Now onto the infinite sphere. It’s important to note that when mathematiciants talk about spheres we typically mean the following thing. “An n-1 dimensional sphere consists of all points at distance 1 away from the origin in n dimensional space.” Take a circle, or a 1-sphere as a mathematician might call it. It’s in 2 dimensional space, and it’s all points at a distance 1 away from the origin of that graph.
The 0-sphere is just the two points at 1 and -1, given that the first dimension is just a line. Notice how you can get the 1-sphere from the 0 sphere by rotating it 180 degrees about the new dimension we add? And then try rotating the 1 sphere in three dimensions. You get the 2-sphere, something that looks like a hollow ball. If you continue to do this forever and ever you get the infinite sphere.

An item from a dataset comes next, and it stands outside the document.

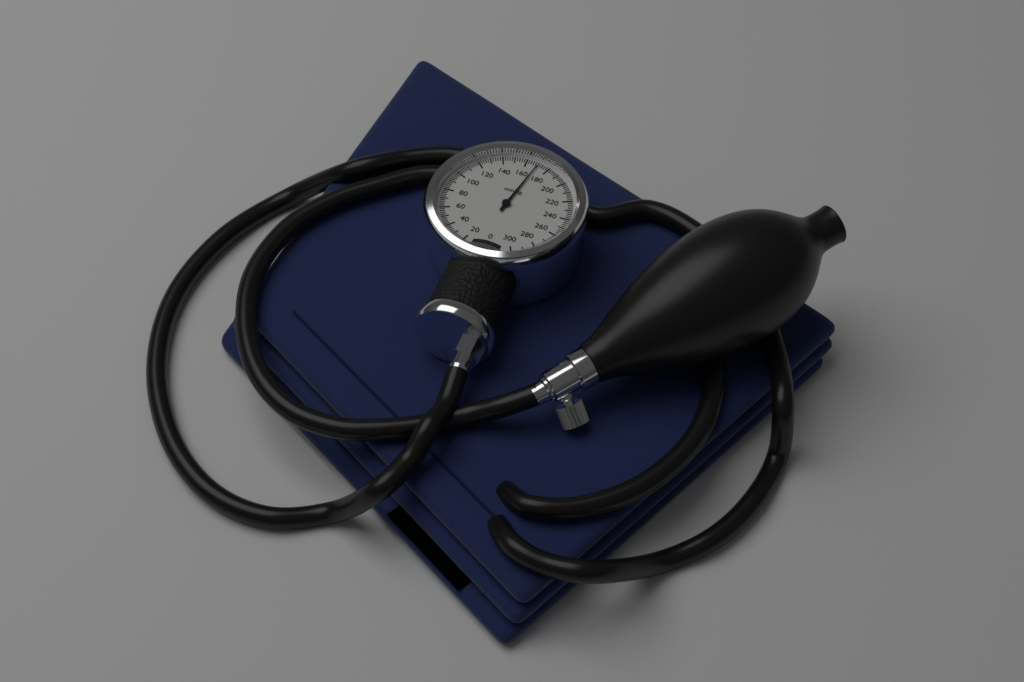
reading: 170 mmHg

But wait! I hear you say. The 1 sphere certainly can’t be squished down to a point, and the 2-sphere is hollow! How could the infinite sphere be contractible? Here’s where we use a clever trick. Notice how if we overlay the 1-sphere on the 2-sphere (like a rubberband on a ball) we can shrink it, moving it closer to the pole of the 2-sphere until it all meets at a single point? So while the 1-sphere isn’t contractible, it is equivalent to a single point on the surface of the 2-sphere. While you can’t shrink the 2-sphere down, you can move it along the 3-sphere in 4-dimensions to shrink it down to a single point. So for any n-sphere in the infinite sphere we can have it be contractible in the n+1 sphere which exists in the infinite sphere. So every part of the infinite sphere is contractible. So the infinite sphere isn’t contractible. This is a very rough proof, but I hope you get the idea behind it. The idea that infinity is fucking weird and makes everything act bananas and I love it.